Do not let despair be what Satan feeds you and you eat. Spit it out. You and I have to spit out that despair which Satan is cultivating like a great gardener within our hearts. He wishes us to see the fallacy of this thing called the gospel. He wishes us to see the complete impotency of this thing we call the gospel and say, it’s got to change. It’s got to be different. It somehow has to be able to do this, which we see in ourself.

So when Jesus says, I’ve come to preach the gospel here and here and here, that’s his main reason. Many were healed, but not all. And even of those who were healed, they all had to face, like you and I did, death. Think of the poor. In many ways, you’ve got to think of it being kind of an irony that those who Jesus raised from the dead had to die again. The widow’s son at Nain, Lazarus, the little girl, they all had to die again even though they were raised from the dead.

We are continually put upon us by this world that says everything matters in this short amount of time. And if it doesn’t happen, it’s not truth. And that’s not right. Don’t swallow that pill. The reason Jesus hides the glory of the gospel is because it’s not to be understood or made sense out of. It’s to be believed. For this man, he has to lay his head down every night and say, I don’t understand, Lord, why my children, most of them aren’t in the church, but I have to trust that you will do your work. Lord, I don’t understand why I’ve prayed for this and this has not come about. I must trust your work of the gospel. It will accomplish it.

Remember, it was Paul who said it was powerful and mighty. In fact, Paul was so concerned about it, he even said in the epistle reading this morning, woe to me if I do not preach the gospel.
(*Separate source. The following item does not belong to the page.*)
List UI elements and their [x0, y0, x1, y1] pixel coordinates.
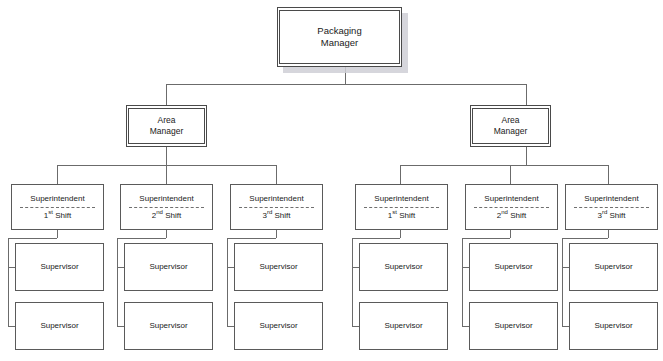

Not, woe to me if I don’t perform a miracle. Not, woe to me if I can prove to them with logic and reason that God is the only way. He did not say, woe to me if I can’t make a convincing argument of this truth known as Jesus Christ dying and rising again. He just said, woe to me if I don’t preach the gospel.
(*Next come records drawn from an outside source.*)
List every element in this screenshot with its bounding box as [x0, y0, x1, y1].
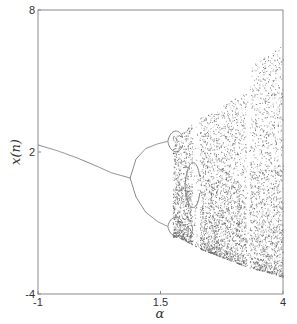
- bifurcation-chart: -11.54 -428 α x(n): [0, 0, 297, 324]
- y-axis-label: x(n): [8, 139, 23, 165]
- y-tick-label: 8: [29, 4, 35, 16]
- x-tick-label: 4: [280, 296, 286, 308]
- scatter-points: [173, 48, 284, 278]
- y-axis-ticks: -428: [25, 4, 41, 300]
- y-tick-label: 2: [29, 146, 35, 158]
- x-axis-label: α: [156, 306, 165, 321]
- y-tick-label: -4: [25, 288, 35, 300]
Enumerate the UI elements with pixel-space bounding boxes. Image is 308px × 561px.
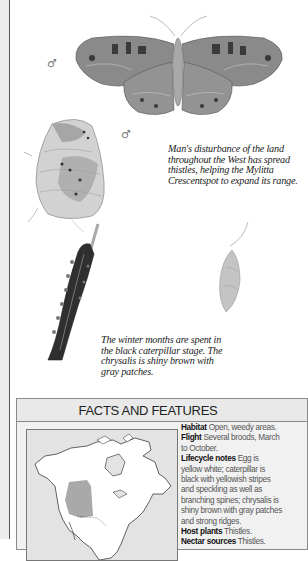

And the gospel is hidden to the world, but not to you. That’s why you’re here. You believe this. Your mind doesn’t, your flesh doesn’t, but your soul believes this, and it will see the glory of what is to come. We are so tempted in this world to think that this gift that God has given to us doesn’t work. We hearken back to when we thought it worked at one time because we could measure all these results, and we look at it and say, well, it’s not doing what it used to do, therefore we must get rid of it and try something different.

Remember, this is the Lord who had to watch tens of thousands of people whom he had touched and brought healing turn their back from him and fall away and shout out, crucify, crucify. Who saw the little handful of believers gathering in fear and greet them with, peace be unto you. My peace I give you. Not as the world gives do I give it to you. The hidden glory of the gospel is what we go to sleep in in peace. God will bring about what he has promised, even if we don’t see it in our lifetime, and even if we don’t experience it in our families.

It has been believed by you. It has been experienced by you. You have tasted and seen that the Lord is good. If it is what God worked in you, it is powerful and effective, because you and I are no different than the ones for whom we mourn. In the name of the one who will bring about his will in our lives and in our loved ones’ lives. Amen.

Jesus. The peace of God which passes all understanding. Keep your hearts and your minds on Christ Jesus to life everlasting. Amen.